A, D, & J. STRAWBERRY PARK HOT SPRINGS County Road 36, Steamboat Springs

Long before European descendents occupied the Yampa , Native Americans frequented the area in summer to hunt game and restore themselves at the area’s many springs. Considered sacred by the Native Americans, the area was known as Springs. James Crawford, Steamboat Springs’ first permanent white settler, arrived in the area in 1874 and staked a claim on 160 acres, some of which he envisioned transforming into a resort health community. He and several investors incorporated the town in 1884 and constructed a bathhouse at the Heart , still in existence as a recreation center. The thermal springs in the area probably derive their heat from rocks in the Hahn’s Peak area of North Routt and rise to the surface along lines in the Steamboat area. The original homestead parcel on which the Strawberry Park Hot Spring is located was purchased from the in 1884 by Samuel Tankersley, who sold the land, located seven miles from town, to Crawford’s company that same year. The company retained ownership of all of the springs until the Strawberry Park Hot Spring was purchased in 1980 by a private developer who created several bathing pools, terraces, decorative retaining walls, and small buildings as a tourist destination. The Strawberry Park Hot Spring, a unique natural feature that gushes from the mountainside at 147 degrees to flow into cooler Hot Spring Creek, is a significant reflection of the cultural heritage and early tourist development of Steamboat Springs and the frontier.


▶ **YOUR INSTRUCTIONS**
How many lines of the entries hold the string "DETAILED"? Reply with the number alone.

▶ **RECORDS SUPPLIED**
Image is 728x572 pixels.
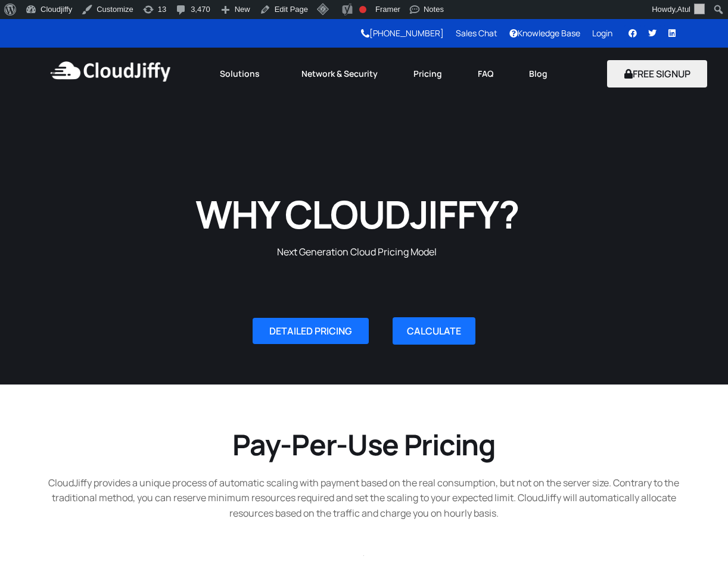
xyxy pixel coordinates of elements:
[509,27,580,38] a: Knowledge Base
[284,61,395,87] a: Network & Security
[180,189,532,239] h1: WHY CLOUDJIFFY?
[395,61,460,87] a: Pricing
[363,555,364,556] img: Pricing
[202,61,284,87] a: Solutions
[607,60,708,87] button: FREE SIGNUP
[42,476,686,522] p: CloudJiffy provides a unique process of automatic scaling with payment based on the real consumpt...
[460,61,512,87] a: FAQ
[607,67,708,80] a: FREE SIGNUP
[42,426,686,463] h2: Pay-Per-Use Pricing
[361,27,444,38] a: [PHONE_NUMBER]
[269,326,352,336] span: DETAILED PRICING
[359,6,366,13] div: Focus keyphrase not set
[512,61,565,87] a: Blog
[180,244,532,260] p: Next Generation Cloud Pricing Model
[677,5,690,14] span: Atul
[253,318,369,344] a: DETAILED PRICING
[393,317,475,344] a: CALCULATE
[593,27,613,38] a: Login
[455,27,498,38] a: Sales Chat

▶ **SOLUTION**
2